The spiritual stuff aside, Brand basically proposes an anarchist revolution. While lacking a coherent overall framework, he cites a grab-bag of specific ideas including: ‘revoking the charters of any corporation with revenues larger than the smallest national GNP’ (which would mean getting rid of any company richer than Tuvalu, at roughly $40 million per year); banning private security; ending personal titles; restricting corporations to a single function; and cancelling all personal debt.
Brand tells us ‘the nation state may have served its purpose and have to be dissolved’ in favour of local collectives. At the same time, he advocates for complex government interventions like controlling the funding of political campaigns, taxing food miles, and ‘renegotiating trade treaties to insist that multinational corporations be place-based and accountable to nation-states’, none of which could be achieved in the absence of a state.

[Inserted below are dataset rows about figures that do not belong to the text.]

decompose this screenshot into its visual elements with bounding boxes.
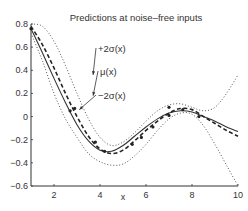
x-tick-label: 4	[97, 190, 102, 200]
x-tick-label: 6	[143, 190, 148, 200]
chart: Predictions at noise–free inputs 2468100…	[0, 0, 248, 211]
data-point	[140, 136, 143, 139]
annotations: +2σ(x)μ(x)−2σ(x)	[79, 43, 125, 110]
axes: 2468100.80.60.40.20−0.2−0.4−0.6	[10, 19, 243, 200]
annotation-label: −2σ(x)	[98, 90, 126, 101]
data-point	[167, 114, 170, 117]
y-tick-label: 0.4	[15, 65, 28, 75]
data-point	[103, 150, 106, 153]
data-point	[197, 115, 200, 118]
y-tick-label: 0.8	[15, 19, 28, 29]
y-tick-label: 0.2	[15, 88, 28, 98]
y-tick-label: 0	[23, 112, 28, 122]
data-point	[29, 27, 32, 30]
x-tick-label: 2	[51, 190, 56, 200]
chart-title: Predictions at noise–free inputs	[70, 12, 203, 23]
series-line	[31, 29, 238, 152]
x-axis-label: x	[121, 192, 126, 202]
y-tick-label: 0.6	[15, 42, 28, 52]
x-tick-label: 8	[189, 190, 194, 200]
series-line	[31, 26, 238, 153]
data-point	[181, 108, 184, 111]
data-point	[131, 143, 134, 146]
data-point	[69, 109, 72, 112]
y-tick-label: −0.6	[10, 181, 28, 191]
y-tick-label: −0.4	[10, 158, 28, 168]
data-point	[151, 125, 154, 128]
annotation-label: +2σ(x)	[98, 43, 126, 54]
x-tick-label: 10	[233, 190, 243, 200]
series-line	[31, 33, 238, 186]
data-point	[167, 106, 170, 109]
annotation-arrow	[93, 48, 96, 75]
series-group	[31, 24, 238, 186]
data-point	[94, 140, 97, 143]
y-tick-label: −0.2	[10, 135, 28, 145]
annotation-label: μ(x)	[100, 66, 117, 77]
data-point	[73, 107, 76, 110]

The book’s position on international trade exemplifies Brand’s tangled arguments. On vehicles: ‘I wouldn’t worry too much about exporting them, as other countries have their own fucking cars.’ Never mind that Brand enjoys riding in his mate’s Mercedes – as did Hitler, he guiltily reminds us. Never mind that not everyone builds their own cars or that autarky cannot exist without clearly defined national boundaries (does it make sense to have a national carmaker if you are eradicating the nation?). Never mind that putting up barriers to trade will lead to increases in the cost of living, sometimes significantly so. Brand admits: ‘I can’t get my head around economics.’
Although he spurns authority, Brand’s model of social change would require a great deal of coercion to get anywhere. But he also rejects violence, even revolutionary violence: ‘It’s not that we want an old-style Revolution of guillotines and gulags and big fancy show-trials, it’s actually a powerful but gentle process where we align to a new frequency.’

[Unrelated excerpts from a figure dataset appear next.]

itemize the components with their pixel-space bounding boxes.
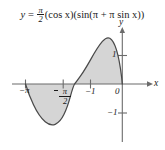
x-tick-label-neg-one: −1: [85, 87, 96, 96]
y-tick-label-neg-one: −1: [107, 108, 118, 117]
x-tick-label-origin: 0: [115, 87, 120, 96]
y-tick-label-one: 1: [112, 50, 117, 59]
plot-canvas: [0, 0, 165, 150]
x-axis-label: x: [154, 79, 158, 89]
half-pi-denominator: 2: [59, 96, 71, 106]
x-tick-label-neg-pi: −π: [19, 86, 30, 95]
y-axis-label: y: [119, 18, 123, 28]
half-pi-numerator: π: [59, 87, 71, 96]
y-axis-arrow: [120, 27, 125, 33]
x-tick-label-neg-half-pi: π 2: [59, 87, 71, 106]
x-axis-arrow: [147, 81, 153, 86]
minus-sign: [54, 90, 58, 91]
graph-figure: y = π2(cos x)(sin(π + π sin x)) −π π 2 −…: [0, 0, 165, 150]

Though he famously rejects voting under present circumstances, Brand thinks technology may help, allowing the punters to have a regular say on all manner of legislative questions. But direct democracy does not always work out the way you want it to: he notes that Swiss voters rejected referenda that would have given citizens a basic income and imposed a maximum wage on CEOs, and approved a ban on the construction of new minarets (which he erroneously describes as banning the building of new mosques).
The Swiss, he concludes, made these decisions not because people have different interpretations of their own interests, or because the ideas rejected may have been questionable, or because voters sometimes make bad decisions, but because we are controlled by a media-political conspiracy.

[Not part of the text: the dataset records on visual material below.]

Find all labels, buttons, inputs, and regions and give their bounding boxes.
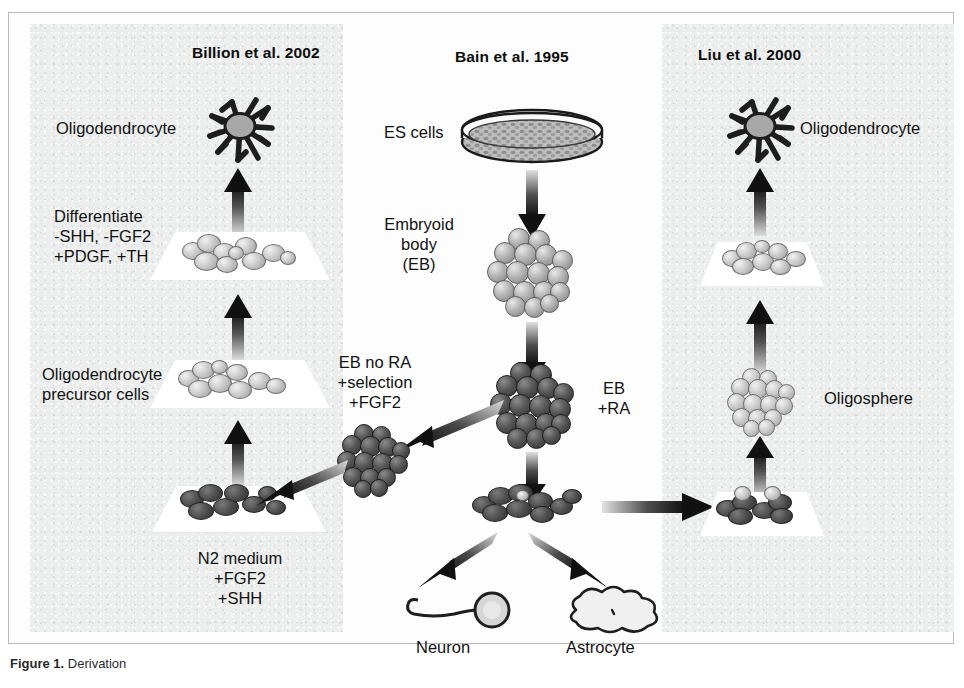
arrow-diagonal-icon bbox=[252, 460, 348, 510]
figure-container: Billion et al. 2002 Bain et al. 1995 Liu… bbox=[0, 0, 964, 688]
label-embryoid-body: Embryoid body (EB) bbox=[364, 214, 474, 274]
arrow-up-icon bbox=[740, 300, 780, 374]
study-title-liu: Liu et al. 2000 bbox=[698, 46, 801, 65]
study-title-billion: Billion et al. 2002 bbox=[192, 44, 320, 63]
label-es-cells: ES cells bbox=[384, 122, 444, 142]
arrow-diagonal-icon bbox=[412, 532, 498, 594]
embryoid-body-icon bbox=[484, 228, 580, 320]
panel-liu-2000 bbox=[662, 24, 954, 632]
arrow-up-icon bbox=[218, 168, 258, 234]
study-title-bain: Bain et al. 1995 bbox=[455, 48, 569, 67]
label-n2-medium: N2 medium +FGF2 +SHH bbox=[148, 548, 332, 608]
label-oligodendrocyte-right: Oligodendrocyte bbox=[800, 118, 920, 138]
label-neuron: Neuron bbox=[416, 637, 470, 657]
astrocyte-icon bbox=[558, 580, 664, 638]
figure-caption: Figure 1. Derivation bbox=[10, 656, 710, 671]
label-oligosphere: Oligosphere bbox=[824, 388, 913, 408]
caption-text: Derivation bbox=[64, 656, 126, 671]
panel-billion-2002 bbox=[30, 24, 343, 632]
label-astrocyte: Astrocyte bbox=[566, 637, 635, 657]
oligodendrocyte-icon bbox=[192, 82, 288, 178]
arrow-up-icon bbox=[740, 168, 780, 236]
neural-precursor-cluster-center bbox=[472, 484, 592, 522]
label-oligodendrocyte-left: Oligodendrocyte bbox=[56, 118, 176, 138]
oligosphere-icon bbox=[726, 368, 796, 434]
label-differentiate: Differentiate -SHH, -FGF2 +PDGF, +TH bbox=[54, 206, 151, 266]
arrow-right-icon bbox=[602, 488, 714, 526]
petri-dish-icon bbox=[456, 108, 608, 170]
neuron-icon bbox=[404, 588, 514, 636]
caption-prefix: Figure 1. bbox=[10, 656, 64, 671]
label-precursor-cells: Oligodendrocyte precursor cells bbox=[42, 364, 162, 404]
label-eb-ra: EB +RA bbox=[584, 378, 644, 418]
arrow-up-icon bbox=[218, 294, 258, 360]
oligodendrocyte-icon bbox=[712, 82, 808, 178]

Brand openly states that he believes in what he calls ‘“The Conspiracy” that global politics is governed by a shady cabal who meet in a smoky, dim-lit room and cacklingly manipulate our destiny’ (we also learn that Julian Assange disagrees with him on this, instead seeing the global élite as enjoying an alignment of interests in the same direction, but no central coordination).
Clearly, Brand’s goals could never be attained while there exist those with different political ideas. Accordingly, it is not enough to change the material organisation of society, because the people don’t yet realise they’re wrong. If we all start loving God a bit more and realise what Brand insists we already know is true, we can all become more perfect, and utopia will be within grasp. Simple.
Supporters argue that Revolution has generated debate. Perhaps it will inspire some indifferent teenagers to become more engaged with politics. But if this is what revolution looks like, I don’t want to be part of yours, Mr Brand.